In 1924, at his father's urging, he studied pottery making techniques under Miyagawa Kozan II (1842-1916) in Yokohama, and around 1927, he studied under Itaya Hazan (1872 – 1963), learning how to be an individual ceramic artist.
It is important to note that Yasuhara learned from two master ceramic craftsmen at the start of his pottery career. Miyagawa Kozan II inherited the Makazu kiln, which had been in operation since the Meiji period (1868-1912), and was the master of a large pottery workshop with over 100 craftsmen, and was well versed in various ceramic techniques. On the other hand, Itaya Hazan, like Tomimoto Kenkichi (1886– 1963) and Kusube Yaichi (1897–1984), was a pioneer of individual ceramic artists in the 20th century, who studied "creativity" at art school and established himself as an artist by exhibiting his works at exhibitions.

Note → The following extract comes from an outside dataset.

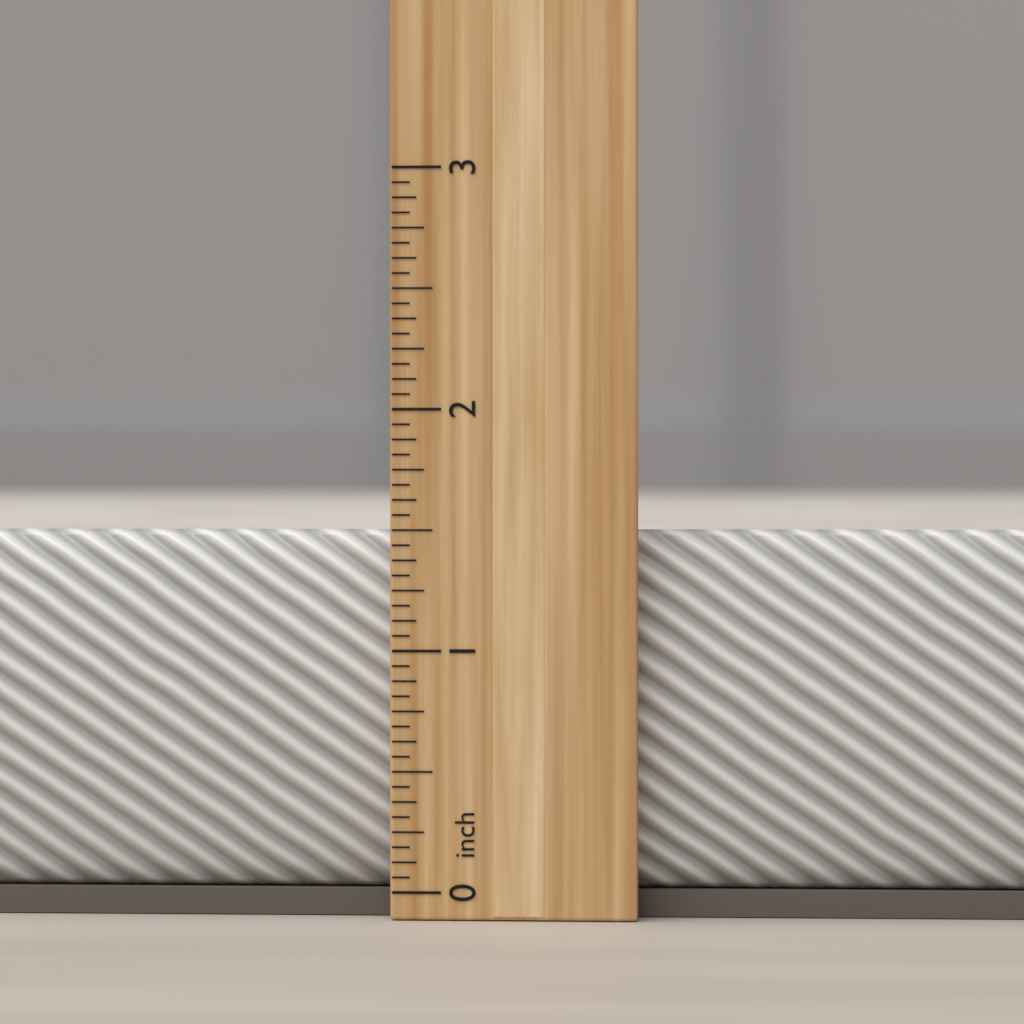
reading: 1.5000 inch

This means that Yasuhara was able to learn from the most talented ceramic artists of his time the necessary requirements for a ceramic artist: a broad range of traditional ceramic techniques and authorship (creativity). Yasuhara's later work in an extremely wide range of techniques, including pottery, porcelain, and stoneware (especially glazed, non-glazed, inlaid, and painted porcelain), and the development of his own expression using these techniques, were based on the knowledge and teachings he had learned from Kozan and Hazan from the beginning of his pottery making career.

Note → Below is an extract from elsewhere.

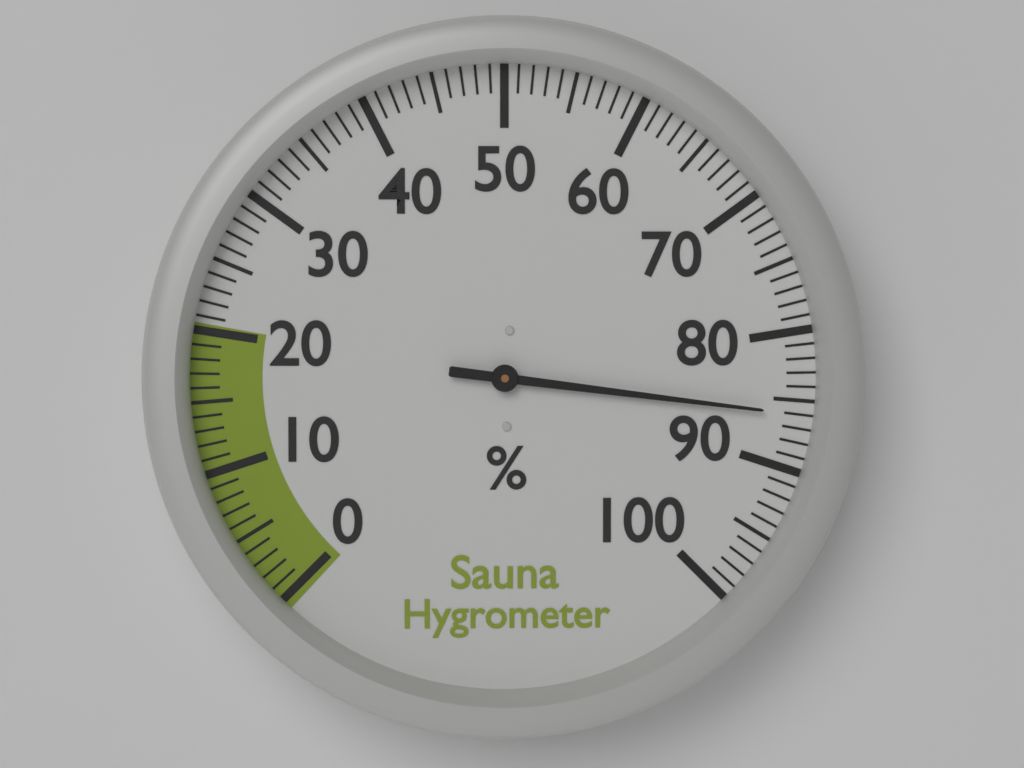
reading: 86 %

Around 1937, Yasuhara began creating vases for Teshigawara Sofu. At that time, Teshigawara was exploring ikebana art as a creative new form and space, rather than formalized ikebana. Radical ikebana artists like Teshigahara were quick to learn about the objects of the Surrealists and Dadaists in Western art from magazines of the time, and began using terms such as "obuje (objet d'art)" and "obuje kaki (vase as art object)“. Ceramic artists who had been in contact with flower arrangement artists also began to produce vases with a different formative and creative style. Yasuhara, who had been in contact with Teshigawara, also began to expand his expression considerably from the late 1930s onward.